Are We Different?


All my life I have been more attuned to sensory experiences than my friends, family, or colleagues. I started to notice this in high school when I would go on and on about how great a particular passage sounded while playing in bands, I would rave about a meal that I ate, the smells of pleasant or unpleasant things, or a particularly good looking passage in a movie or piece of art.  

This question arose for me last week when talking to a friend and relating that I frequently get chills and goosebumps listening to music (live or in my living room). He looked at me as if he had no idea what I was talking about, and thought I was nuts. I thought that happened to everyone!! Since then I have been conducting an informal survey of folks I know about exactly that question. Again, most folks have no experience of this and think I'm bit off. So I wonder: Are we different? Is it something in our biology that lands us in the realm of audio-obsession, constantly looking for the perfect sound stage in our living rooms, and criticizing badly engineered recordings, or scoffing at the sound designers for poorly mixed live shows?

What is it that separates the music enthusiast/lover from the obsessed, ever-searching-never-satisfied, gear-heads which many of us are? 

Share your thoughts (and also do you get chills and goosebumps listening to Beethoven/Charlie Parker/The Stones?)
128x128birdfan
Interesting.  I know that a certain passage in the last movement of Sibelius's 5th can give me a distinct frisson, but it's not automatic.  Likewise the Adagietto from Mahler's 5th.  Got to be in the right mood, got to be listening to the music and not the system, system has to be performing well, can also depend on the particular performance, etc. etc.
Well, I get bleeding defocation when consuming coffee. Bleeding would stop once coffee not used. Medics say that it maybe caused by medical condition that needs to be examined, but I say, perhaps I’m different and prefer to keep things as-is.


I think as audiophiles and music lovers we are different.  The thing is identifying the origin of the difference varies widely from person to person.

The audiophile part of me was, in some ways baked in to my nature, as my sense of hearing has always been more acute than my other senses.
I am both a non smeller and non taster (lots of hot sauce).


The music lover part of me is curious as I think most of us would agree that the emotional connection we have to the music we enjoy is a right brain phenomenon.  I have completed several hemisphericity inventories and always score as a VERY left brain processor.  But maybe that's it.  Maybe music is the catalyst to activate my right brain.  One more thought, I do enjoy analyzing the "structure" of music as I listen to it.  Big for us left brainers!🧠
I had a friend (R.I.P.) who possessed the highest intelligence of anyone I've ever known. And like myself and, I'm going to assume, everyone else here, music was of the utmost importance to him. It was in fact sacred to him (especially that of J.S. Bach), and he hated to see it trivialized. He couldn't bear to have music playing while people were speaking, even in a car. If music was playing, he felt one's full attention should be given to it---no "background" music for him. In fact, he couldn't NOT focus on music when it was playing, so had to insist that any car or room he was in not have music playing while people were conversing. Geez, Kent, lighten up!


_Work item:_
Whenever a line in the entries below contains the string "hand", copy that line.

┌────────

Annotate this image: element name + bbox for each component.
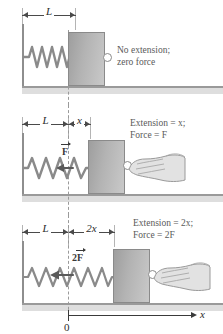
dim-label-2x: 2x (84, 222, 98, 234)
block (68, 32, 105, 86)
dim-arrowhead-left (23, 121, 28, 127)
caption-line-1: Extension = 2x; (133, 218, 193, 230)
dim-arrowhead-left (23, 12, 28, 18)
dimension-2x: 2x (68, 226, 115, 238)
dim-arrowhead-left (69, 229, 74, 235)
attachment-ring-icon (103, 53, 112, 62)
caption-line-2: Force = F (130, 130, 186, 142)
panel-relaxed: L No extension; zero force (0, 0, 223, 105)
axis-label-x: x (200, 308, 205, 320)
hookes-law-figure: L No extension; zero force (0, 0, 223, 334)
ground-shading (22, 305, 223, 311)
force-label-F: F (62, 147, 68, 157)
hand-icon (151, 260, 211, 294)
axis-line (68, 315, 193, 316)
dimension-x: x (68, 118, 91, 130)
caption-line-1: No extension; (117, 45, 170, 57)
dimension-L: L (22, 118, 69, 130)
force-arrow (50, 269, 74, 281)
axis-arrowhead (191, 312, 197, 318)
panel-extension-2x: L 2x 2F (0, 215, 223, 334)
dim-label-L: L (40, 114, 50, 126)
axis-origin-label: 0 (64, 321, 70, 333)
dim-arrowhead-right (85, 121, 90, 127)
dim-arrowhead-right (109, 229, 114, 235)
panel-extension-x: L x F (0, 105, 223, 215)
dimension-L: L (22, 9, 76, 21)
dim-arrowhead-left (69, 121, 74, 127)
caption-extension-2x: Extension = 2x; Force = 2F (133, 218, 193, 241)
hand-icon (126, 151, 186, 185)
force-symbol: F (77, 253, 83, 263)
dim-arrowhead-left (23, 229, 28, 235)
dim-label-L: L (40, 222, 50, 234)
ground-shading (22, 196, 223, 202)
force-symbol: F (62, 147, 68, 157)
caption-extension-x: Extension = x; Force = F (130, 118, 186, 141)
force-label-2F: 2F (72, 253, 83, 263)
caption-line-1: Extension = x; (130, 118, 186, 130)
caption-line-2: Force = 2F (133, 230, 193, 242)
dimension-L: L (22, 226, 69, 238)
block (88, 140, 125, 194)
caption-line-2: zero force (117, 57, 170, 69)
ground-shading (22, 88, 223, 94)
dim-label-L: L (44, 5, 54, 17)
force-arrow (56, 162, 74, 174)
caption-relaxed: No extension; zero force (117, 45, 170, 68)
block (113, 249, 150, 303)
dim-label-x: x (75, 114, 84, 126)
dim-arrowhead-right (70, 12, 75, 18)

└────────

_Solution to the exercise:_
hand-icon (151, 260, 211, 294)
hand-icon (126, 151, 186, 185)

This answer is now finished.